Hi everyone. I was pretty much a regular here in 2009/2010. Had the tongue flap/neck dissection etc and have kept healthy since then with most speech and eating functions only slightly problematic. At that stage I'd had three cancer diagnoses in my life and I'd survived all of them. By the end of last year I thought I was pretty damn smart, although I wasn't very happy. I was struggling to learn how to live alone after my husband's move to a dementia unit. Getting another cancer was the least of my worries so when I rolled up for a 6 monthly check up in Auckland I felt only the slightest little prickle of anxiety. But no, the surgeon took one look and exclaimed, "How long have you had that manky patch back there?" It's in my left cheek up high. I couldn't feel it although the left side of my mouth is where all the food washes up and it's often sore and irritated. This was 11 December and there was some hold up with the biopsy results. It transpired that they'd had to send the sample to a second lab to confirm it was cancer (I think). I'm notorious for being reluctant to follow up surgeons by cellphone and I'd also come down with gastro-enteritis so my son pestered the surgeon until Xmas Eve when the results came through: a small early cancer but I'll need THE surgery and a patch. My son knows little about cancer so I have no details of grade/type/surgery etc and will have to wait till tomorrow, 6 Jan when I will throw all caution to the winds and text the surgeon, ring the hospital clinic and so on.

If it's as small and early as the second hand report suggests it is, then I'm very lucky but oh how I hate to think of another surgery. I've had enough thoracotomies, laparotomies and tongue ops to last several life times!

Making it rather bizarre was the fact my son delivered the diagnosis to me through a closed ranch slider because my gastro-enteritis was so virulent that I decided to keep away from everyone till 48 hours after it passed. Xmas alone!

So I've had some weird cancer diagnosis delivery in the past but that capped the lot.


1996, ovarian cancer surgery + cisplatin and taxol.
September, 2007, SCC of left lateral tongue. Excision.
October, 2009 recurrence in scar tissue, T1NOMO. Free flap surgery from left wrist - neck dissection. 63 year old New Zealander. No chemo, no RT.
February, 2014. New primary in left buccal mucosa. Marginal mandibulectomy, neck dissection, right arm free forearm flap. T1N0M0 but third occurrence and some areas of concern: RT started 8 April and finished 19 May.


## EXERCISE DESCRIPTION:
Every line of the material needs an exact copy, apart from the images.

## DATASET:
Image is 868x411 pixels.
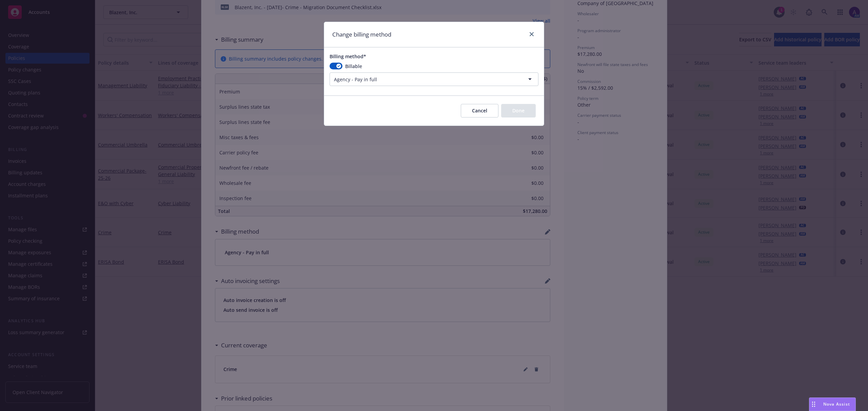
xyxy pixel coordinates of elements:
button: Nova Assist [809,398,855,411]
div: Billable [329,63,539,70]
h1: Change billing method [332,31,391,39]
span: Nova Assist [823,402,850,407]
span: Billing method* [329,53,366,59]
div: Drag to move [809,398,818,411]
button: Cancel [460,104,498,118]
a: close [528,31,536,39]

## COMPLETED TASK:
Image is 868x411 pixels.
xyxy pixel coordinates of elements:
button: Nova Assist [809,398,855,411]
div: Billable [329,63,539,70]
h1: Change billing method [332,31,391,39]
span: Nova Assist [823,402,850,407]
span: Billing method* [329,53,366,59]
div: Drag to move [809,398,818,411]
button: Cancel [460,104,498,118]
a: close [528,31,536,39]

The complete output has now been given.